What is the value in alternate history? For most writers, alternate history provides an opportunity to play “what if?” games with the past, to imagine how much different the world would be had events turned out differently. For others, it serves as a sort of literary funhouse mirror that can be used to comment on the world in which we live, in subtle or sometimes not-so-subtle ways. In the hands of a very few authors, however, alternate history can become an acute form of character study, one that can use changes in circumstance as a means to considering questions of who we are as people and the ways in which our lives are shaped by the choices we make.
Curtis Sittenfeld’s novel is an example of the latter category. In it she offers a fictionalized account of Hillary Rodham Clinton’s life, one that is altered from the one we know by her decision to break off her relationship with her soon-to-be husband Bill just after his failed election to Congress in 1974. No longer tied to his fate, Hillary Rodham goes on to forge an independent life of her own as a law school professor, activist, and United States Senator. These changes are chronicled in a narrative centered around three key periods of Rodham’s life: her time with Clinton at Yale and in Arkansas, the point when her political career begins while that of her former lover’s ends, and her climactic bid for the presidency. In each of them, events unfold involving a mix of historical, fictionalized, and fictional characters, with Hillary Rodham at the center of them.
In most works of alternate history, the focus of such a story would be on how a change in one moment transformed the subsequent course of history. In Sittenfeld’s hands, though, her premise becomes a means of providing a new look at a long-known personality. So many of the controversial associations are stripped away: gone is Whitewater, the Rose law firm, the health care plan of her husband’s presidency, and everything that follows. What’s left is the author’s assessment of who Hillary Rodham is as a person and the choices that person might have made free from a decision so pivotal to the arc of her life. Some of what happens is familiar, much of it is not, but all of it is true to that conception. In this respect Sittenfeld manages something extremely difficult to achieve: a fresh take on an ostensibly familiar figure.
Yet this novel isn’t just a reexamination of the Hillary Rodham we think we know. As Bill Clinton once declared, we get two for the price of one, as we see how her decision impacts his fate as well. In the first part of Sittenfeld’s novel, we see Clinton at his most charming, affable, flirtatious, and stimulating. Not only does it define his character, but it helps us to understand what Rodham saw in him as well, as well as why she agreed to become Hillary Clinton. Absent that choice, Bill Clinton’s life undergoes a different trajectory as well, one that illustrates the role she played in his success. Without Hillary, certain aspects of Bill Clinton’s character emerge in ways that define his life very differently from the history people remember, which then goes on to have its own impact on the events described in the novel.
Nevertheless, while Sittenfeld’s commentary on Bill Clinton is oftentimes sharp, her focus never wavers from her protagonist. The result is a novel that gives its readers a discerning meditation of one of the most important figures of modern times, one conveyed through the story of a life that she very well could have lived. In the process, Sittenfeld demonstrates one of the underutilized possibilities of a genre better known for using counterfactuals to consider different outcomes of major events than to better understand controversial personages. I doubt that others will follow her example, though, as her achievement in writing an alternate history novel that is both a perceptive character study and an entertaining work of fiction will be extremely difficult for others to emulate.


**EXERCISE BRIEF:** Pictures do not belong in the copy; quote every entry below exactly.

**RECORDS SHOWN:**
****************************************
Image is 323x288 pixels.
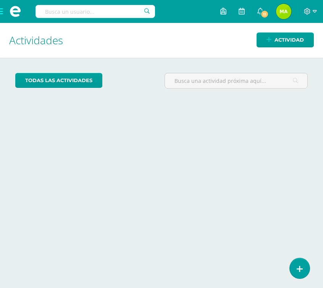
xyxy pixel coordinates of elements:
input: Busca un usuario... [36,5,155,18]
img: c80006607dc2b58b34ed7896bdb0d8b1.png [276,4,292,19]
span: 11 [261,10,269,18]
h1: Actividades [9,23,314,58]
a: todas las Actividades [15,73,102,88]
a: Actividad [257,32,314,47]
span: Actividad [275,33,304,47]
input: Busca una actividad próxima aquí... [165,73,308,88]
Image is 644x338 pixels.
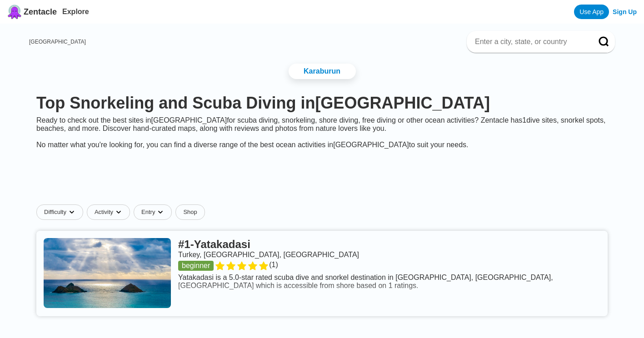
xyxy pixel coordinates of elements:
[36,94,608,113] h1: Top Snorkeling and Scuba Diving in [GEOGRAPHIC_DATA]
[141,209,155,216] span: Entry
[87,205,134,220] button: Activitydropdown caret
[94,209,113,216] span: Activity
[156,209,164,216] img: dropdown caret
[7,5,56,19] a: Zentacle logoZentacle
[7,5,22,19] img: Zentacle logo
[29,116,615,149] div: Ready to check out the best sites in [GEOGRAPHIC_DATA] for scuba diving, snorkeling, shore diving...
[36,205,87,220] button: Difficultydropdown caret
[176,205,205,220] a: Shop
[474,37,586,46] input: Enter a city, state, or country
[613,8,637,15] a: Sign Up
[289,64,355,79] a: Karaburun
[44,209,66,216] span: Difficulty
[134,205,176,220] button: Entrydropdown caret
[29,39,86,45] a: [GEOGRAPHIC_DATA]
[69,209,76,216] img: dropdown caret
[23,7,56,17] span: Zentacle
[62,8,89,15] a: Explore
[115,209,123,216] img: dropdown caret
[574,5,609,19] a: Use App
****************************************
**RESULT OF THIS EXERCISE:**
Image is 323x288 pixels.
xyxy pixel coordinates of elements:
input: Busca un usuario... [36,5,155,18]
img: c80006607dc2b58b34ed7896bdb0d8b1.png [276,4,292,19]
span: 11 [261,10,269,18]
h1: Actividades [9,23,314,58]
a: todas las Actividades [15,73,102,88]
a: Actividad [257,32,314,47]
span: Actividad [275,33,304,47]
input: Busca una actividad próxima aquí... [165,73,308,88]
Image is 644x338 pixels.
xyxy pixel coordinates of elements:
[36,94,608,113] h1: Top Snorkeling and Scuba Diving in [GEOGRAPHIC_DATA]
[141,209,155,216] span: Entry
[87,205,134,220] button: Activitydropdown caret
[94,209,113,216] span: Activity
[156,209,164,216] img: dropdown caret
[7,5,56,19] a: Zentacle logoZentacle
[7,5,22,19] img: Zentacle logo
[29,116,615,149] div: Ready to check out the best sites in [GEOGRAPHIC_DATA] for scuba diving, snorkeling, shore diving...
[36,205,87,220] button: Difficultydropdown caret
[176,205,205,220] a: Shop
[474,37,586,46] input: Enter a city, state, or country
[613,8,637,15] a: Sign Up
[289,64,355,79] a: Karaburun
[44,209,66,216] span: Difficulty
[134,205,176,220] button: Entrydropdown caret
[29,39,86,45] a: [GEOGRAPHIC_DATA]
[69,209,76,216] img: dropdown caret
[23,7,56,17] span: Zentacle
[62,8,89,15] a: Explore
[115,209,123,216] img: dropdown caret
[574,5,609,19] a: Use App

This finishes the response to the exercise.